COCO BEFORE CHANEL is a beautiful and achingly sad story which reaffirms Audrey Tautou as one of the finest actresses working in cinema today.
She can express greater depths of emotional turmoil with her soulful brown eyes and a slight tilt of the head than many of her contemporaries achieve working every muscle in their body.Her Coco Chanel sheaths her fragility beneath an outer coating of steely determination and stoic acceptance of her lot in life in much the same way as Tautou's most famous creation Amelie Poulain.
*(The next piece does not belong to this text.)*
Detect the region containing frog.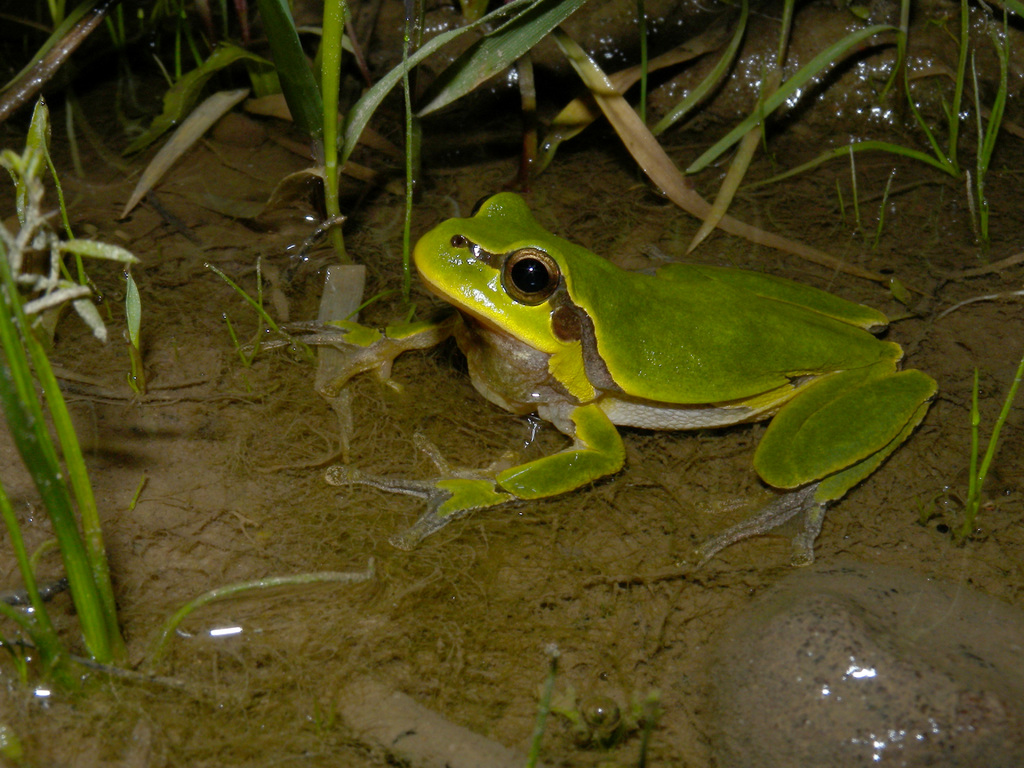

As the title suggests, COCO BEFORE CHANEL is the story of how the young Gabrielle Chanel evolved into world famous fashion designer Coco Chanel and I use the word evolved advisedly as her rise was neither meteoric nor pre-ordained. There was no "Eureka!" moment when the young Gabrielle first stood in front of a roll of fabric with a pair of scissors in her hand and morphed into Coco. In screenwriter-director Anne Fontaine's telling of Chanel's story she drifts almost inadvertently into designing clothes and - more surprisingly - might never have become a fashion designer at all had her lovelife not been such a total disaster.
Her early ambitions to become an actress condemned her to a twilight existence in turn of the 20th century French society where wealthy men would accept her as a mistress but never a wife. Initially rigid in her refusal to play along with such hypocrisy she slowly and reluctantly mellows as she realises the material benefits to be gained and allows herself to fall in love with one particular suitor.
Her story plays out against a series of luxuriously decorated country homes peopled by the idle rich for whom Chanel is never more than a barely tolerated interloper. She's not an easy person to warm to with her face fixed in an expression of contemptuous indifference for much of time, but it's also impossible not to empathize with her longing for a place to belong and to be loved for who she is.
Stylistically and thematically CHANEL BEFORE COCO is a cross-Channel cousin of the Merchant Ivory stable of Brit-centric period dramas with the addition of occasionally hard to read subtitles (note to subtitlers - white lettering on a white background just doesn't work).
Subtitles aside the main gripe is the lack of pace. I don't expect the early life of Coco Chanel to unspool at the same speed as a Jackie Chan comedy but it does drag in places and feels considerably longer than its 1 hour 45 minute running time.
Absorbing though it is this is not a film to watch late night on a comfy couch.